Abortion Access

Sarah Weddington: Advocate Of Reproductive Freedom And Church-State Separation

  Rob Boston

Sarah Weddington, the attorney who successfully argued the landmark Roe v. Wade case before the U.S. Supreme Court in 1973 that established abortion rights, died Dec. 26. With her death, the nation has lost not only a powerful advocate of reproductive rights but also a strong supporter of separation of church and state.

Although she was best known for arguing the landmark Roe case at age 26, Weddington racked up many accomplishments. A native Texan, she served in the Texas House of Representatives (where she shepherded passage of a law allowing women to have their own credit without a husband’s co-signature), held positions in the federal government during the Jimmy Carter presidency, taught law and penned a 1992 book, A Question of Choice.

From 1991-95, she served on Americans United’s Board of Directors. Weddington aligned with us because she knew that church-state separation and reproductive freedom are bound up together; their fates are intertwined.

In 1990, Weddington addressed an AU conference on church-state separation in Washington, D.C. She spoke eloquently about her experiences litigating Roe but expressed concern for its long-term survival.

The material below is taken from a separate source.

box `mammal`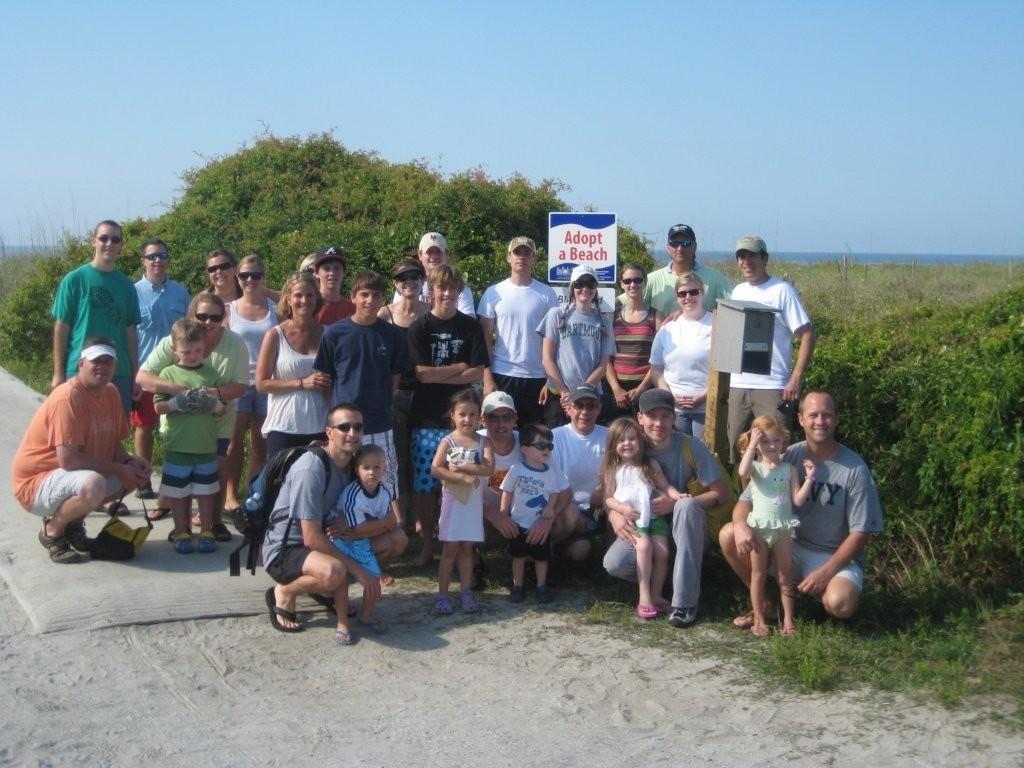
<region>592, 417, 692, 615</region>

“What I expect is that the court will continue to approve various state statutes, so that in essence, we might say there is a constitutional right to privacy, but the state has a compelling state interest to make all kinds of regulations and restrictions. Abortion will be a theoretical right and a practical non-right.”

Weddington, speaking one year after the high court upheld a package of abortion restrictions in Missouri, noted that opposition to abortion is almost always grounded in religious belief, adding, “I do think it’s an important issue, and it is one that is an example of the importance of the separation of religion and state.”

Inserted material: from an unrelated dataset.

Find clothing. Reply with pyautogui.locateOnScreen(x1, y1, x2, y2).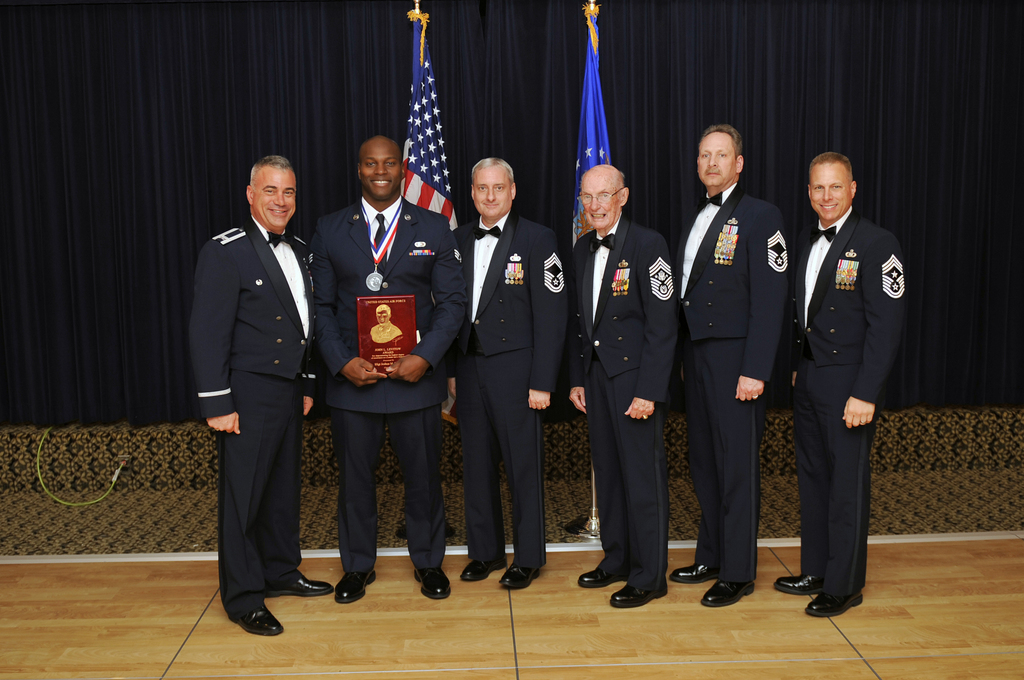
pyautogui.locateOnScreen(194, 218, 324, 622).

Weddington reiterated this point throughout her career. In a 2003 interview with Time, she remarked, “[S]ome people just say, ‘My faith is opposed to abortion.’ But we live in a country where we can have many faiths, and we don’t impose the law of one faith on everybody. And so we go back to the constitution. What was the view of our founders? And it was that there are many parts of life which are so personal – the word privacy is not in the constitution but certainly the concept is – and so the founders basically were saying, ‘We really believe that the government should not make our most important decisions.’”

Unfortunately, the situation today is worse than Weddington predicted back in 1990. The Trumpified Supreme Court may later this year issue a decision that fatally weakens Roe or overturns it entirely. And if the court undermines the right to privacy in the process, a host of other rights, including access to birth control and adult sexual freedom, may become vulnerable as well.

Weddington understood that many of our rights – when and whether to have children, who we’ll love and marry, how we will raise our children – rest on the wall of separation between church and state. If the wall collapses, those rights fall with it. Her legacy is one of building up that wall. It’s vital that we continue this work.

As AU President and CEO Rachel Laser put it recently, “Different religious and moral belief systems have different views on abortion. Religious freedom demands the right to an abortion so people can make their own decision according to their own principles. Reproductive freedom is religious freedom!

Sarah Weddington fought for that principle all her life. In these perilous times, her powerful legacy is an inspiration. Let’s vow to carry it forth.

(Photo: Sarah Weddington speaks at the March for Women’s Lives in Washington, D.C., in 2004. By Patty Mooney via Creative Commons)

Congress needs to hear from you!

Urge your legislators to co-sponsor the Do No Harm Act today.

The Do No Harm Act will help ensure that our laws are a shield to protect religious freedom and not used as a sword to harm others by undermining civil rights laws and denying access to health care.